Cellbricks Therapeutics: €10 Million Raised To Advance Biofabricated Tissue Implants Toward Clinical Use

By Amit Chowdhry • Mar 30, 2026

Cellbricks Therapeutics has raised €10 million in new funding to accelerate the development of its biofabricated human tissue implants.

The financing includes a €7 million seed round alongside more than €3 million in additional non-dilutive funding currently under negotiation. The round was led by Silicon Roundabout Ventures, with participation from Federal Agency for Breakthrough Innovation and existing investor ACT Venture Partners, along with other long-term backers.

The company will use the capital to advance translational development of its living, vascularized tissue implants, focusing on preclinical validation and moving closer to human clinical studies. Its immediate priorities include progressing its lead adipose tissue implant program and initiating multiple preclinical animal studies.

Cellbricks Therapeutics is targeting major unmet needs in reconstructive surgery, wound healing and trauma care. Its technology aims to provide biological alternatives to synthetic implants, particularly for complex soft tissue defects and applications such as breast reconstruction.

The company’s broader ambition is to enable the development of 3D-bioprinted viable human organs. The current strategy focuses on a stepwise approach, advancing tissue-specific solutions that can survive, integrate and function within the human body as foundational building blocks toward organ replacement.

KEY QUOTES:

“The ambition is clear: restoring functional human tissue and, ultimately, enabling organ replacement. That future is built one disciplined milestone at a time. This funding allows us to reach the next level of validation and to advance living tissue implants that address urgent patient needs now while laying the groundwork for what comes next.”

Alexander Leutner, Co-CEO And Co-Founder, Cellbricks Therapeutics

“Regenerative medicine has talked for a long time about what may one day be possible. The next chapter is about demonstrating what can actually work in relevant models, with living tissues designed to integrate, restore function and move with real credibility towards the clinic.”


● What is needed
Print exactly the lines of the listing below from the one containing "pyautogui.click(x=<x>, y=<y>)" through the final line, both included, and no pictures.
------------------------------------------------
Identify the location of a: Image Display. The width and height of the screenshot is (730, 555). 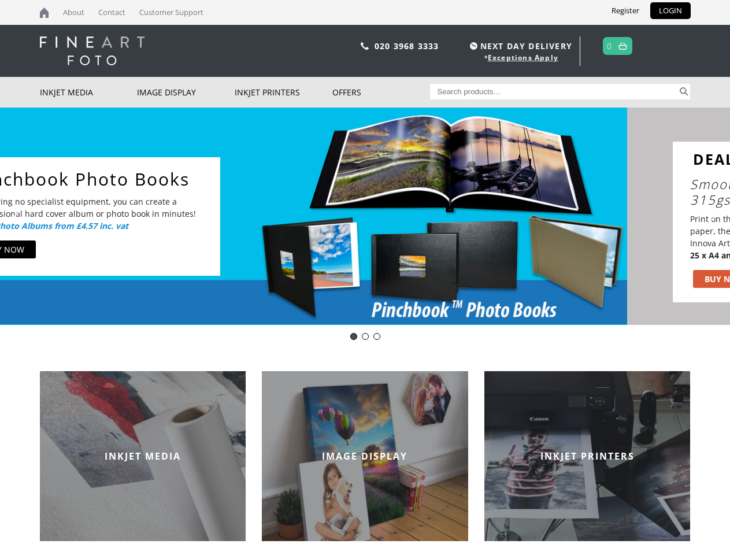
(186, 92).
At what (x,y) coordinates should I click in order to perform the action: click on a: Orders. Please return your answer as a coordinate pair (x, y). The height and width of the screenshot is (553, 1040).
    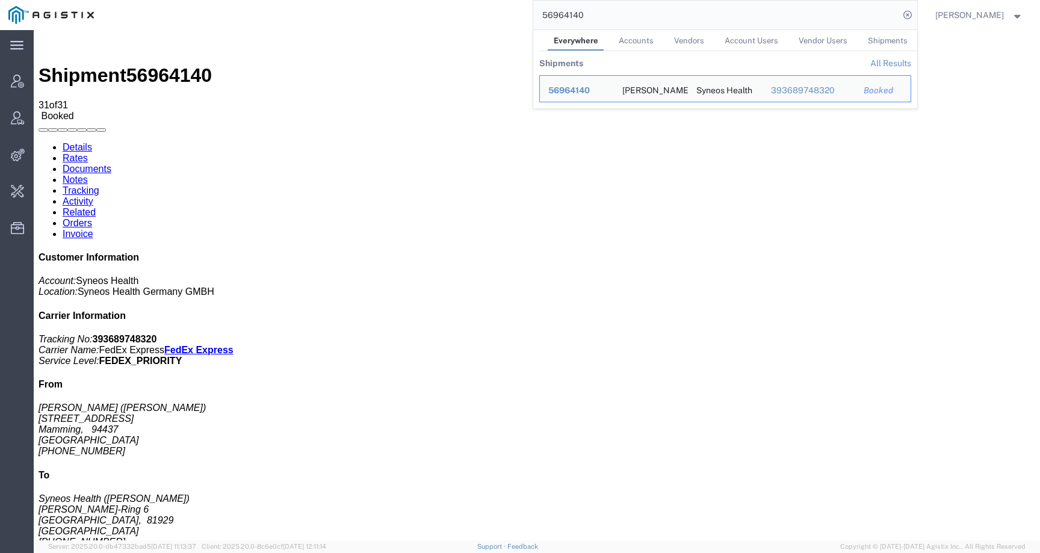
    Looking at the image, I should click on (43, 193).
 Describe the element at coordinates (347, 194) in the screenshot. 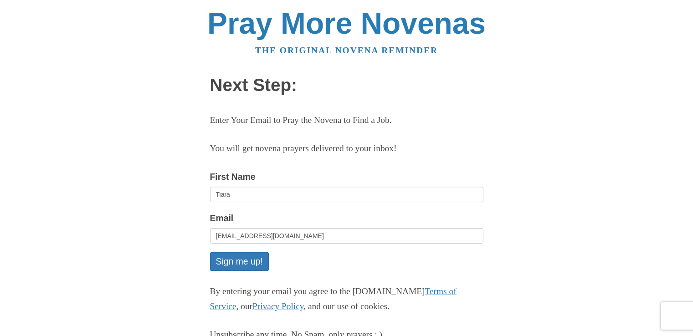

I see `input: Optional` at that location.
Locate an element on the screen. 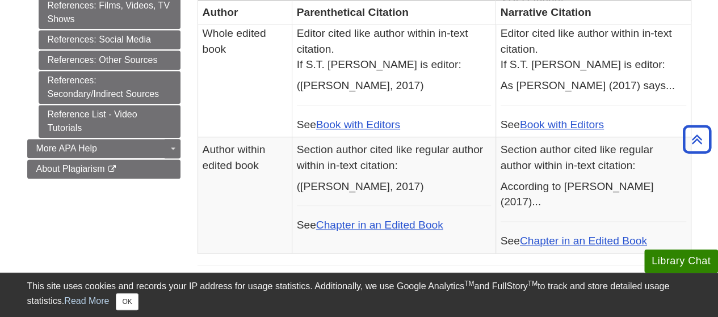 Image resolution: width=718 pixels, height=317 pixels. a: References: Secondary/Indirect Sources is located at coordinates (110, 87).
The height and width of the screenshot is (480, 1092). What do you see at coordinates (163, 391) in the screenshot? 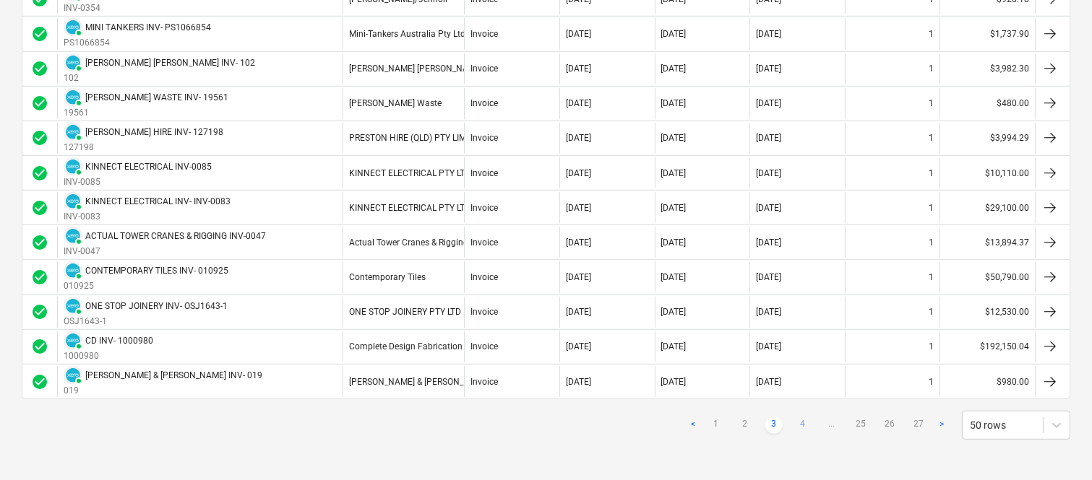
I see `p: 019` at bounding box center [163, 391].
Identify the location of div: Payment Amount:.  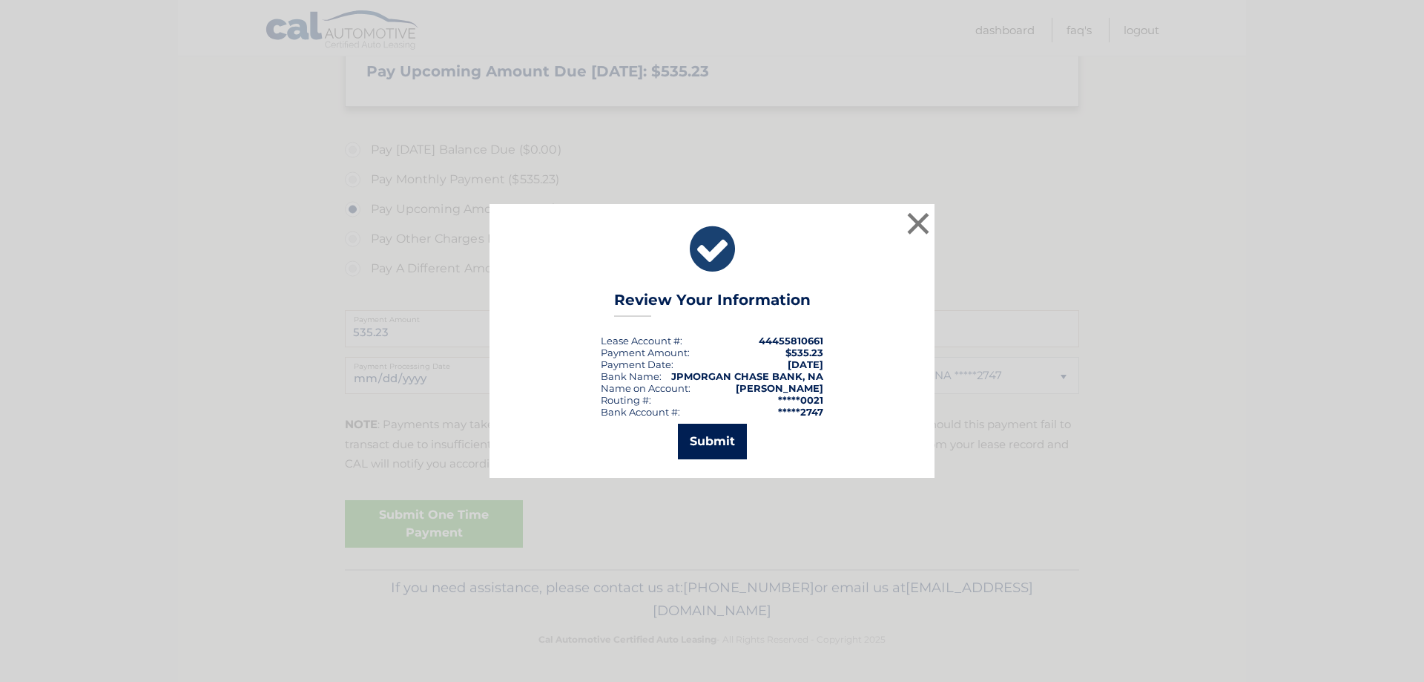
(645, 352).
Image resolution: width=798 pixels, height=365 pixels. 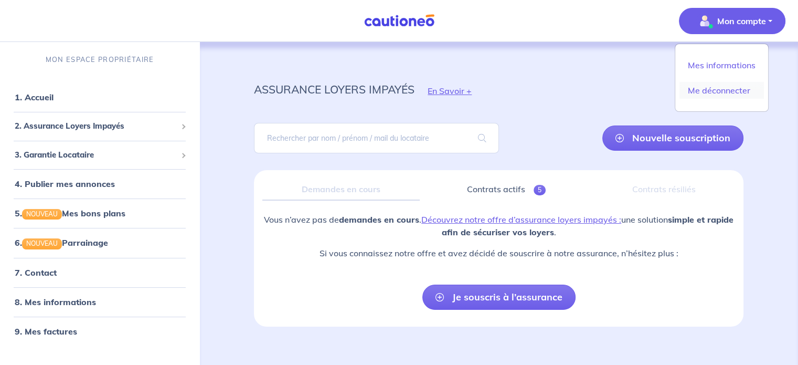 I want to click on div: 6.NOUVEAUParrainage, so click(x=100, y=242).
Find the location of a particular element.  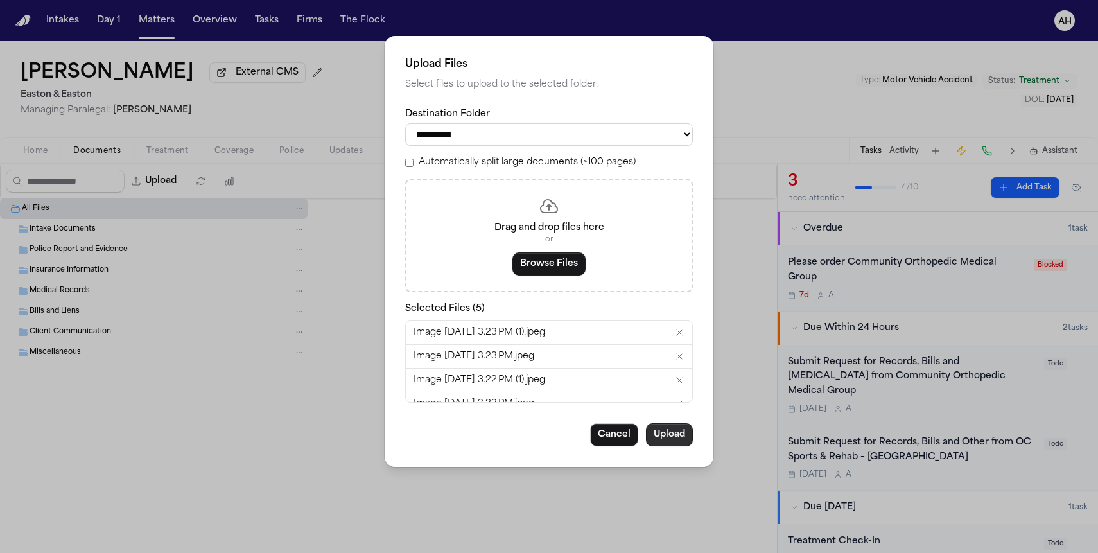

label: Destination Folder is located at coordinates (549, 114).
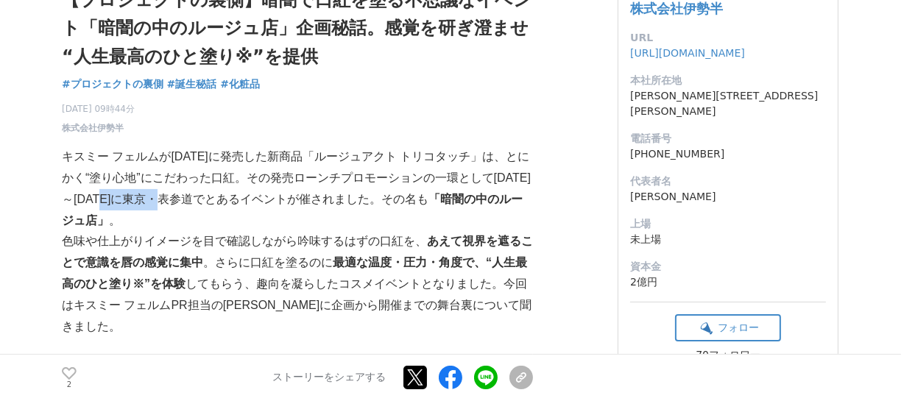 The height and width of the screenshot is (401, 904). I want to click on span: #化粧品, so click(240, 84).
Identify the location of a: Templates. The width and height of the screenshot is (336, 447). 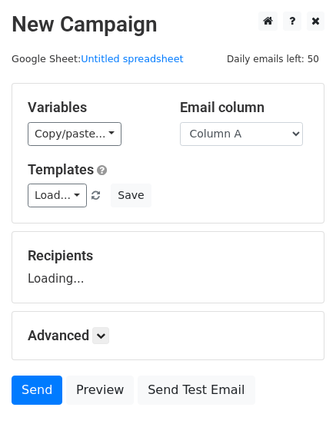
(61, 169).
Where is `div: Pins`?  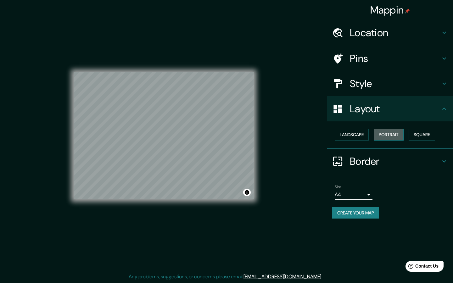 div: Pins is located at coordinates (390, 58).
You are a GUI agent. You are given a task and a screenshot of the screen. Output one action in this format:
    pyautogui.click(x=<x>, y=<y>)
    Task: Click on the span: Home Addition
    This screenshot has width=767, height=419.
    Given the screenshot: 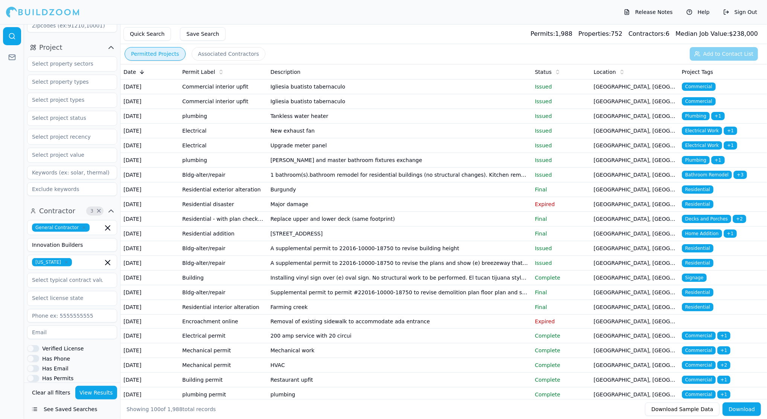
------------------------------------------------
● Solution to this problem
    pyautogui.click(x=<x>, y=<y>)
    Task: Click on the span: Home Addition
    This screenshot has width=767, height=419.
    Given the screenshot: 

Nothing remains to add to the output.